Dear Cassie
Official Stuff –
Author – Lisa Burstein
Pages – 352
Publisher – Entangled Publishing
Series – Pretty Amy
Summary –
What if the last place you should fall in love is the first place that you do?
You’d think getting sent to Turning Pines Wilderness Camp for a month-long rehabilitation “retreat” and being forced to re-live it in this journal would be the worst thing that’s ever happened to me.
You’d be wrong.
There’s the reason I was sent to Turning Pines in the first place: I got arrested. On prom night. With my two best friends, who I haven’t talked to since and probably never will again. And then there’s the real reason I was sent here. The thing I can’t talk about with the guy I can’t even think about.
What if the moment you’ve closed yourself off is the moment you start to break open?
But there’s this guy here. Ben. And the more I swear he won’t—he can’t—the deeper under my skin he’s getting. After the thing that happened, I promised I’d never fall for another boy’s lies.
And yet I can’t help but wonder…what if?
My Rating – 2 Stars
*I received a digital copy of this novel from Netgalley on behalf of Entangled Publishing*
Cassie is one of the friends that Amy turned in after being arrested on prom night for a very serious amount of pot (If you are confused by that sentence, read my review for Pretty Amy). Her sentence included a 30 day stay at a rehab/wilderness camp.
On her way to the camp, she meets Ben, who is also off to the same camp. He’ cute, he’s funny, he’s interested in Cassie (after 5 whole minutes!). But Cassie can’t be with him because he’s a boy and boys do nothing but hurt you and screw you over.
Once at the camp, she learns that people are only referred to by their last names, and she has to bunk with two other girls; Nez and Troyer. The girls are required to use a hole in the ground for a toilet, not talk, and write their feelings out in a diary. Of course there is some standard sneaking out to meet with Ben and the boys from the camp.
Cassie blames herself a lot and feels that she deserves to be there, but not for the prom night arrest. For something else much bigger (she claims that’s the real reason for her being at camp but that makes no sense to me because no one knows about it but her and her brother). She needs to learn to forgive herself and move on.
I did not like this book. The only plot is Cassie learning to forgive herself but that doesn’t even really happen. There is no character development. Cassie does not grow; she stays the same through the whole camp experience. She’s an angry teenager that made a bad decision and now has to live with the decision she made and is all sulky about it. Granted, it was a hard decision and one that can take an emotional toll on a person but to me it just came out bratty. There is also no real depth to Cassie. She’s an angry, violent teenager because her mother is an alcoholic and her father is in the Army and never home. That seems too easy to me. I need more; did her mom neglect her? Did she beat her? Cassie tells stories about all the great things she did with her brother; like horseback riding and going out on a boat, and playing basketball. I feel like the two things don’t connect.
Another reason I didn’t really like this book is that I felt the wilderness camp did things that bordered on illegal if it were real life. These kids are all minors; I highly doubt it’s legal to throw a minor into “solitaire” out in the middle of the woods with only a few weeks “training” (Maybe it is legal but that kinda sounds like it borders in child abuse). And they took away Cassie’s earrings because they could be used as weapons but they gave her a hunting knife and let all the campers practice archery. Also, they let Cassie fly by herself to the camp, across country. I also doubt the courts are going to allow someone to get themselves to court ordered rehab, especially when the other girl that was arrested with them ran off. These kind of things took me out of the story.
The relationship with Ben is strange because she only sees him for short periods of time over their month of camp and she’s still supposedly reeling over her previous relationship but she’s fighting these feelings for Ben but she knows next to nothing about him.
The one good message about that came from this book is that you need to learn to forgive yourself. But other than that I do not recommend this book, unless you are a big fan of Pretty Amy.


## Action item
Please reproduce, exactly and with nothing else, every line from the one containing "Search for strawberry." through the last line of the records below.

## Input data

# # # # #

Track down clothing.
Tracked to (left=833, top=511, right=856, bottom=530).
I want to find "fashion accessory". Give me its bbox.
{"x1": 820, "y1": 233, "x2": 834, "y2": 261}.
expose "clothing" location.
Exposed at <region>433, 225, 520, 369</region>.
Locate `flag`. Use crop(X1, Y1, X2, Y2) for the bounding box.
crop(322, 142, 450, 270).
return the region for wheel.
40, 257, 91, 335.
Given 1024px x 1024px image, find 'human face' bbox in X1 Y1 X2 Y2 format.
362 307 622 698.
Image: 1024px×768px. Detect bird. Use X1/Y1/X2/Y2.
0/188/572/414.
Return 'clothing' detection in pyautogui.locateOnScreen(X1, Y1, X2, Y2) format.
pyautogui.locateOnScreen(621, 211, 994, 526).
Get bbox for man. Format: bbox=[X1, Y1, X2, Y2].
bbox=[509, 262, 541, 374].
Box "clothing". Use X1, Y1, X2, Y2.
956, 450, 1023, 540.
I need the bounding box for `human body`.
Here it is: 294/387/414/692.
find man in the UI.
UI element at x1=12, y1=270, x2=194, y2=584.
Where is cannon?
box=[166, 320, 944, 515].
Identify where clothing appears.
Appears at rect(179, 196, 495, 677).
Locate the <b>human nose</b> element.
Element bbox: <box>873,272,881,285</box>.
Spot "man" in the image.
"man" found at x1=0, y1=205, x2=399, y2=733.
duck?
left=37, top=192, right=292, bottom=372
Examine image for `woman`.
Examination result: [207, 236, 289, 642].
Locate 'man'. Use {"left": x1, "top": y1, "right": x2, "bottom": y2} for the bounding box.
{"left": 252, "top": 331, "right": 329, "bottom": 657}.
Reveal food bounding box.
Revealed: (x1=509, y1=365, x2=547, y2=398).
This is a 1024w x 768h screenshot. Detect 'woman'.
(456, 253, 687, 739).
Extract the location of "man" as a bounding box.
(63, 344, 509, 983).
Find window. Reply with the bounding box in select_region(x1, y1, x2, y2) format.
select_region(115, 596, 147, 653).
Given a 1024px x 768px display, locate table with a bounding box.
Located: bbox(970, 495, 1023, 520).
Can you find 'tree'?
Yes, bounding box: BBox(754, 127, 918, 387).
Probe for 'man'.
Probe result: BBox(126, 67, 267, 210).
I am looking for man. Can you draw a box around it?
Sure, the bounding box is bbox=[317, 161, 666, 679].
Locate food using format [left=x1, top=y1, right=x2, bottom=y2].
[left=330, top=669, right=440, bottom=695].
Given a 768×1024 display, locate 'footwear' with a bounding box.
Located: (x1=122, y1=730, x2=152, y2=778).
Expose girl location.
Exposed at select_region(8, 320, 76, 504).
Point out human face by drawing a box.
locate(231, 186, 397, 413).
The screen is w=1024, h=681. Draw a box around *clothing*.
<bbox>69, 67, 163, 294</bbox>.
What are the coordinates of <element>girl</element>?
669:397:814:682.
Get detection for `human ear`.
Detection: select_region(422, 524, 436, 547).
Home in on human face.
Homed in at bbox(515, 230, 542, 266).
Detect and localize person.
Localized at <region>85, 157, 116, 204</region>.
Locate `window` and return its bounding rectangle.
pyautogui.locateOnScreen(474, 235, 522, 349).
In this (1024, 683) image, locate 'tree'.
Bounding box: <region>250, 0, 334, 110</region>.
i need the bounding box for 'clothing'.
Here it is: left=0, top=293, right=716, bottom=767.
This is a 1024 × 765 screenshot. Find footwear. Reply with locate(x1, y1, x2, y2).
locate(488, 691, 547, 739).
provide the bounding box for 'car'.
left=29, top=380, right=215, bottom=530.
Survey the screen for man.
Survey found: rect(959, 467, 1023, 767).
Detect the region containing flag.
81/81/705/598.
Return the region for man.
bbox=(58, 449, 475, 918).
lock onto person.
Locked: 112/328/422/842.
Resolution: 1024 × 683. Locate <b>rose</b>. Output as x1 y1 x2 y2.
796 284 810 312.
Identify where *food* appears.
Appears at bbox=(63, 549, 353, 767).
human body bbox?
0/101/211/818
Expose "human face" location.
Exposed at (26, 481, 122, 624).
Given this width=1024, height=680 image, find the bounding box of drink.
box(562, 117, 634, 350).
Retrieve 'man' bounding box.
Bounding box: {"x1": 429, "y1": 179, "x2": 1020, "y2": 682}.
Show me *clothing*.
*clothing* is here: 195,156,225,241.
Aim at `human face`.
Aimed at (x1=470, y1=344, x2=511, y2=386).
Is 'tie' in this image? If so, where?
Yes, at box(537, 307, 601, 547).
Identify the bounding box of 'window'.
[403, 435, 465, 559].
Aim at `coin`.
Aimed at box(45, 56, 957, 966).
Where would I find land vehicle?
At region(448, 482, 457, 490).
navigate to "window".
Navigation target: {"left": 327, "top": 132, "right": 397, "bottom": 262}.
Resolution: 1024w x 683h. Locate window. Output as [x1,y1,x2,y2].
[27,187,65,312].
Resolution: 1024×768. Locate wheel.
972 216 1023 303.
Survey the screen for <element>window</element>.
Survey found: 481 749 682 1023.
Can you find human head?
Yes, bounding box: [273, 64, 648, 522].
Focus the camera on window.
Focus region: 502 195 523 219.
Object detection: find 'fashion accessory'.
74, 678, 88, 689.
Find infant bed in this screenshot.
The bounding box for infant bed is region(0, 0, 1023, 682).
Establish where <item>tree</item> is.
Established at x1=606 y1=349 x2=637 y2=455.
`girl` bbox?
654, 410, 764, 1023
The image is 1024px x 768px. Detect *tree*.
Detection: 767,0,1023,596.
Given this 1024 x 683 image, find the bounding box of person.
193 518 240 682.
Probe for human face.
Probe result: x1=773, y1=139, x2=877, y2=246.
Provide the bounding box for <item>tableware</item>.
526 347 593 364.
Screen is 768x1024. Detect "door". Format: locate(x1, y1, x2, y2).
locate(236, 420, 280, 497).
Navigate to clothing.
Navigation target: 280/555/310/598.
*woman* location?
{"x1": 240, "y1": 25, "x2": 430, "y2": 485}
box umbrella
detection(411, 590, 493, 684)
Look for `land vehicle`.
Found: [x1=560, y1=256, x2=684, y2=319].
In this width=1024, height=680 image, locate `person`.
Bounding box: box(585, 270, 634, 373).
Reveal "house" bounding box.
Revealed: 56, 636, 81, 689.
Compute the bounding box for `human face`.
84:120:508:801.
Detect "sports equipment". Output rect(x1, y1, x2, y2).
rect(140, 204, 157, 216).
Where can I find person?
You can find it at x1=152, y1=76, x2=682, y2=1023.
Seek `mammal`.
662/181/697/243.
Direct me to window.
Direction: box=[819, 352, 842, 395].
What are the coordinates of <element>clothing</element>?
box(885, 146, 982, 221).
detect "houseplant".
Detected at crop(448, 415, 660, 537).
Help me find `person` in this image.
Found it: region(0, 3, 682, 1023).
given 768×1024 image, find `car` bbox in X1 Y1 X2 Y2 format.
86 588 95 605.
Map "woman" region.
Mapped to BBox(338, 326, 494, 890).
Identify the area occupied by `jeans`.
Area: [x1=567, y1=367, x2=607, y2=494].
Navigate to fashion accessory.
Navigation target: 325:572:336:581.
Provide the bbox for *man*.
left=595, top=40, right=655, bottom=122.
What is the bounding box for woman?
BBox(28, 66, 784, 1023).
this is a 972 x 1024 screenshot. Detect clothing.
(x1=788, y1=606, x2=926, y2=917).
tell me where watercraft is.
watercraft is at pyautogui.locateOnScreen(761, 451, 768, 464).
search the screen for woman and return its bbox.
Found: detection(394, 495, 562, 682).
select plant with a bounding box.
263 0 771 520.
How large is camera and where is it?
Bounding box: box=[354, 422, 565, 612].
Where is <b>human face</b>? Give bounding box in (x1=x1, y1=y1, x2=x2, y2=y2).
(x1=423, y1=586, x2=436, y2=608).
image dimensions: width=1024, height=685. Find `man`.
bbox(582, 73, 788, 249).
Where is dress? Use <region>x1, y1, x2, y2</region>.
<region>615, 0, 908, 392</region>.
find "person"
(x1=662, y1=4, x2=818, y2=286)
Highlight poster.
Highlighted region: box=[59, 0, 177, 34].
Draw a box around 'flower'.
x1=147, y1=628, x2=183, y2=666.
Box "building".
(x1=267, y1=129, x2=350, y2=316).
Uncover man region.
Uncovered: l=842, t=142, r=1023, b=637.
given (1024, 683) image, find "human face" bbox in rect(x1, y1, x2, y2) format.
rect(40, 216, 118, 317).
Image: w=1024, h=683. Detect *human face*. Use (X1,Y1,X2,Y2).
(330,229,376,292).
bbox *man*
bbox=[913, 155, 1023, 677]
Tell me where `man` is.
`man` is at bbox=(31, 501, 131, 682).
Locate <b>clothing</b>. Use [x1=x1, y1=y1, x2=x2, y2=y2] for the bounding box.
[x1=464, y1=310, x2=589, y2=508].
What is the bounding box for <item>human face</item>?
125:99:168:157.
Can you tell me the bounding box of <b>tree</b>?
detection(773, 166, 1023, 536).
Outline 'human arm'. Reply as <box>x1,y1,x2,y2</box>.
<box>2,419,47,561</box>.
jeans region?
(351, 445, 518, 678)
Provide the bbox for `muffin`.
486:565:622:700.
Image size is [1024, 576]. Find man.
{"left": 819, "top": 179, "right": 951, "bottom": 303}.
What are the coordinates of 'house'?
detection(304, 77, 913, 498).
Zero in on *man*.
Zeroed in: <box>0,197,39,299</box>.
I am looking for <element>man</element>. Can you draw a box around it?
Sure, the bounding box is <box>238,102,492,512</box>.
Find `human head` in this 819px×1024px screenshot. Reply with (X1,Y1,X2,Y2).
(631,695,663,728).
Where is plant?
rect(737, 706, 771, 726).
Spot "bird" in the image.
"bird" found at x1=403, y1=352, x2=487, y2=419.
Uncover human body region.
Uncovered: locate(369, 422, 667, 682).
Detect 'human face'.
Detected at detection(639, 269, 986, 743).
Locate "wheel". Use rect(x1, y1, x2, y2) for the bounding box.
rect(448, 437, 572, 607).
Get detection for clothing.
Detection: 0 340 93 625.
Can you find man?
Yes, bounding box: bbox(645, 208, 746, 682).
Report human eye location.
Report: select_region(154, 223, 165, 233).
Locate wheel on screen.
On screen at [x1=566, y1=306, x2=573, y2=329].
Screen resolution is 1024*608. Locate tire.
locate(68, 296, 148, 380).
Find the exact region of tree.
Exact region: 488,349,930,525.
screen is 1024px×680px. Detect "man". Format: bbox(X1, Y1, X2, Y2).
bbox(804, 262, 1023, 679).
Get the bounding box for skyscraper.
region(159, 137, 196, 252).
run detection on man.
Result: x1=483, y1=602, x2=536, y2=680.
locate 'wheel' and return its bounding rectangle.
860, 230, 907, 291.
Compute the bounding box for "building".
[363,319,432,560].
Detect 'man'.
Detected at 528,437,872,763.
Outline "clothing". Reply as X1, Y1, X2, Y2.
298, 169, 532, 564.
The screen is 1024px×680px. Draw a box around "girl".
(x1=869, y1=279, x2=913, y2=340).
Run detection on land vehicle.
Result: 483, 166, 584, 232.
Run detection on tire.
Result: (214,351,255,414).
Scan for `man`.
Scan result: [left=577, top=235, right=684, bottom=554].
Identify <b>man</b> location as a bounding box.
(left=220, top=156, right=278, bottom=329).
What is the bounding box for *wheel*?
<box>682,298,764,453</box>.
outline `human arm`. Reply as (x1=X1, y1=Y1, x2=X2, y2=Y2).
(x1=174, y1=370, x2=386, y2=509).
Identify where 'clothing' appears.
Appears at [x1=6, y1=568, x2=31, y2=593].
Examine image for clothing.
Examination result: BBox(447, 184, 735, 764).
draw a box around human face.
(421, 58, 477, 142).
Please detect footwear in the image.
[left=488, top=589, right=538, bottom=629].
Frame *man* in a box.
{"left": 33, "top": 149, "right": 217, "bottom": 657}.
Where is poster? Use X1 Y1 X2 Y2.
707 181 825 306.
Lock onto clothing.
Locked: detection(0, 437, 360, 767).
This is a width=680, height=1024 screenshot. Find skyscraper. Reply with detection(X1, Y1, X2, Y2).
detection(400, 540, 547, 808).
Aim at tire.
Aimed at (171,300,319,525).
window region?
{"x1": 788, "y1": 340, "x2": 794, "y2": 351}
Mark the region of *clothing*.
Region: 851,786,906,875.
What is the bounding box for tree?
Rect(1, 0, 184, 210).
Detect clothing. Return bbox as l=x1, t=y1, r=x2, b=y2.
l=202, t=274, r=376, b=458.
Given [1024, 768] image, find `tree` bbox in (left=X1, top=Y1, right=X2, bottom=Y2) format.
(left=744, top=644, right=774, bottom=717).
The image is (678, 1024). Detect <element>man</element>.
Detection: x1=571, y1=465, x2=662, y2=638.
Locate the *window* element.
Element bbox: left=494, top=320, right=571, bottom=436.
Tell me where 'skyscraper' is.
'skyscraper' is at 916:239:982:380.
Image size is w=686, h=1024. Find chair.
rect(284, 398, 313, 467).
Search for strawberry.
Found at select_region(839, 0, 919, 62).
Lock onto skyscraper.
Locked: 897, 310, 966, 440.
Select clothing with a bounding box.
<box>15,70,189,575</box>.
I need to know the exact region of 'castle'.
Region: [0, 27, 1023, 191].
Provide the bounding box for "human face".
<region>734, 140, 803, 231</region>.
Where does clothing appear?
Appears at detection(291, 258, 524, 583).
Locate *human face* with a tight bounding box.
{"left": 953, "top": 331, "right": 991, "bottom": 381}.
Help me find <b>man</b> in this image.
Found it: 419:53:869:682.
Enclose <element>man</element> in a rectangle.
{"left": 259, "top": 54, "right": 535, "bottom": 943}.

# # # # #

## Solution below
Search for strawberry.
Found at select_region(839, 0, 919, 62).
Lock onto skyscraper.
Locked: 897, 310, 966, 440.
Select clothing with a bounding box.
<box>15,70,189,575</box>.
I need to know the exact region of 'castle'.
Region: [0, 27, 1023, 191].
Provide the bounding box for "human face".
<region>734, 140, 803, 231</region>.
Where does clothing appear?
Appears at detection(291, 258, 524, 583).
Locate *human face* with a tight bounding box.
{"left": 953, "top": 331, "right": 991, "bottom": 381}.
Help me find <b>man</b> in this image.
Found it: 419:53:869:682.
Enclose <element>man</element> in a rectangle.
{"left": 259, "top": 54, "right": 535, "bottom": 943}.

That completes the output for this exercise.